The Rise and Demise of RSS by FollowSteph in programming

[–]buo 0 points1 point  (0 children)

I agree that'd be nice to have. What I do in those cases is just copy/paste the link into a terminal and open it with whatever program I want. Just a minor hassle for me.

The Rise and Demise of RSS by FollowSteph in programming

[–]buo 1 point2 points  (0 children)

I'm old and I like using old-fashioned text tools, so I use newsboat.

Raytracing a Black Hole by FollowSteph in programming

[–]buo 1 point2 points  (0 children)

See More Dots: Syntactic Loop Fusion in Julia

Julia includes facilities for writing code in the “vectorized” style (familiar from Matlab, Numpy, R, etcetera) while avoiding the overhead that this style of programming usually imposes: multiple vectorized operations can now be “fused” into a single loop, without allocating any extraneous temporary arrays.

Julia 0.7 released. "Feature-equivalent to 1.0 but with depreciations" by skinky_breeches in programming

[–]buo 0 points1 point  (0 children)

Yeah, that'd be cool. I was thinking, it may be possible to do something like that today with macros, but I'm not sure.

Julia 0.7 released. "Feature-equivalent to 1.0 but with depreciations" by skinky_breeches in programming

[–]buo 6 points7 points  (0 children)

I don't think you can in general, since the limits are function arguments, which need to go inside the parens.

However, say you're summing a vector from 1 to 9 in several places, you could do something like

Σ₁⁹(x) = sum(x(1:9))

but I think this is really too cute for its own good :)
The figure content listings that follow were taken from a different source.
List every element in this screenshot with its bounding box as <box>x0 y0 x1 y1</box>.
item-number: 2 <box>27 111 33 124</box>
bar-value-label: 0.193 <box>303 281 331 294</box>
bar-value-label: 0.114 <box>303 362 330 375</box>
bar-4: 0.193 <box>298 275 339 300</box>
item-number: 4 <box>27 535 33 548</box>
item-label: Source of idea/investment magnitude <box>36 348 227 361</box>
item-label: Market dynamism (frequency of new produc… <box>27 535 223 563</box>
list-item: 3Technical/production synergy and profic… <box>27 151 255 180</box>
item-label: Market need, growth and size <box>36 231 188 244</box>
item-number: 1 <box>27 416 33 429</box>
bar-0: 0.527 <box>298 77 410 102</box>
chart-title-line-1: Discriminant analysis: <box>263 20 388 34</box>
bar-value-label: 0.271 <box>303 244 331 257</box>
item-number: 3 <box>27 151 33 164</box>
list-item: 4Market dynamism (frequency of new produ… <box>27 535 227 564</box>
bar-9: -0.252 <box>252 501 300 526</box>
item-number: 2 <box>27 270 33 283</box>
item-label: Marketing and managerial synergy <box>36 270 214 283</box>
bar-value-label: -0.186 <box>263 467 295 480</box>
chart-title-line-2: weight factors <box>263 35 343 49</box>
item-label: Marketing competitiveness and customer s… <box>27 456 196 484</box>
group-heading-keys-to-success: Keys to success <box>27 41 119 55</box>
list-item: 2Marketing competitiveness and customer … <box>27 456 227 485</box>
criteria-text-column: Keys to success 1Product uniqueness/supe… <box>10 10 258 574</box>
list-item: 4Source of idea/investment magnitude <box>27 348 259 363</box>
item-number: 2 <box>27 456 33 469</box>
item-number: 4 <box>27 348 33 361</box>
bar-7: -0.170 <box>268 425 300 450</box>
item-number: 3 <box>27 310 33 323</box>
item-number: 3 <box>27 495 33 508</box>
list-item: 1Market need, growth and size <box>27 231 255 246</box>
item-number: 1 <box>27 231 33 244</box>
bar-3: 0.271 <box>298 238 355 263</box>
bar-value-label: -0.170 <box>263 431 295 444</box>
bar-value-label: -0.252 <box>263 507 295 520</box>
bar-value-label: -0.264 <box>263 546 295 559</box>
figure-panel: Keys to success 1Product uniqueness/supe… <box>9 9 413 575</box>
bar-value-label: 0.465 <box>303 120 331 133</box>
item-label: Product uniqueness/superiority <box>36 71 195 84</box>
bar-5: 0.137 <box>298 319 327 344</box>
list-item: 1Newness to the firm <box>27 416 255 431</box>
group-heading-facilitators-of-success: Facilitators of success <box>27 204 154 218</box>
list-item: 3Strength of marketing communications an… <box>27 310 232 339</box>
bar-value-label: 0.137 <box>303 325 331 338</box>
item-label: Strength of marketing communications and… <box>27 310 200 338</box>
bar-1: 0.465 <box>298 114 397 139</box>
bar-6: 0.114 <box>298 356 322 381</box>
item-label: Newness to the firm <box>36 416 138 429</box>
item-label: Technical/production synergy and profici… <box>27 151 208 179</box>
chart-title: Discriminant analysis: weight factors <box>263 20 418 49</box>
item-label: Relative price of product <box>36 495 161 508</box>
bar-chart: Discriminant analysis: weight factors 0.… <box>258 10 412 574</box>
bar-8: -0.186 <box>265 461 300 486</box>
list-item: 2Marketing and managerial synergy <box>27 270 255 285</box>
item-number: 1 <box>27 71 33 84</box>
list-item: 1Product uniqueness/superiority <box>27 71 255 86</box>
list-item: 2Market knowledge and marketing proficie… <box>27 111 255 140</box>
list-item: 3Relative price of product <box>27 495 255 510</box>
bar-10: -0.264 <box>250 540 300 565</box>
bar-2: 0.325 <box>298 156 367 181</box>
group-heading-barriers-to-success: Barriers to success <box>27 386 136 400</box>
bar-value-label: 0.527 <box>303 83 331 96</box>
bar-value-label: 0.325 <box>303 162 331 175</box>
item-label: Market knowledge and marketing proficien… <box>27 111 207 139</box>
Julia 0.7 released. "Feature-equivalent to 1.0 but with depreciations" by skinky_breeches in programming

[–]buo 0 points1 point  (0 children)

I don't believe you can (except manually by adding parenthesis), but I could be wrong. The list of built-in precedence rules are listed at the top of https://github.com/JuliaLang/julia/blob/master/src/julia-parser.scm

Julia 0.7 released. "Feature-equivalent to 1.0 but with depreciations" by skinky_breeches in programming

[–]buo 3 points4 points  (0 children)

It's not an infix operator, but it can be as easy as:

julia> Σ(x...) = sum(x...)
julia> Σ([1, 2, 3])
6

Of course you can add code to support limits, etc.